Like museums, archives contain artifacts sequestered from a previous life. New sites cause new relationships to develop between objects, documents and places. Collections, either public or private, intrinsically change the perception of an object removed from its original context. In its first life an object may be thought of as magical or powerful. When that object enters an institution as an example of the culture from which it derived, the object becomes a relic for study; its power fundamentally altered from its previous life.

 

The nostalgia of memory


Stanley Kubrick, still from Barry Lyndon, 1975.

A mental reshuffling of remembered and new information tags the mind as a highly flexible archive. My image of the duel between Hamilton and Burr blended with a memory of Stanley Kubrick’s duels portrayed in Barry Lyndon (1975). This served as my point of entry into At the Weehawken Dueling Grounds, July 11, 1804.

Impressions of a moment in the past are the province of nostalgia. Memory takes on a gravity it didn’t originally possess. The hard edges slip away to leave a softly-focused version of a moment that never happened the way people remember it.
 

In conclusion

The documents collected in an archive systematize history.
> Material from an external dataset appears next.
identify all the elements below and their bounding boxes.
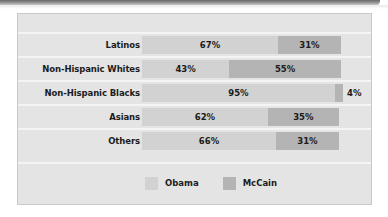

From overt actions to the subtle factors at play in a moment of historic significance, what happens takes place organically beyond human interference.

The archive is a collection of ideas and objects that tell a more complex story when assembled. The archive preserves ephemeral moments and turns them into history. Reconstructed component parts build associations that point to the original, but the archive is by its nature separate from the moment it documents.
 

This article is part of " At the Weehawken Dueling Ground, July 11, 1804,” by Andrew Douglas Underwood. Other parts of this project include:

At the Weehawken Dueling Ground, July 11, 1804 by Andrew Douglas Underwood 
The Duel: An Interview with Andrew Douglas Underwood 
Burr by Michael Agresta 
On Archives and Absence by Laura A.L. Wellen 
and our editor’s statement 

  • 1. Jonathan Letham, “The Ecstasy of Influence: A plagIarism,” Harper’s Magazine February 2007.
  • 2. Susan Davidson and Ann Temkin, Joseph Cornell/Marcel Duchamp … in resonance, (Berlin: Hatje Cantz, 1998). With a contribution by Walter Hopps.
  • 3. Okwui Enwezor, Archive Fever (New York: International Center for Photography, 2008).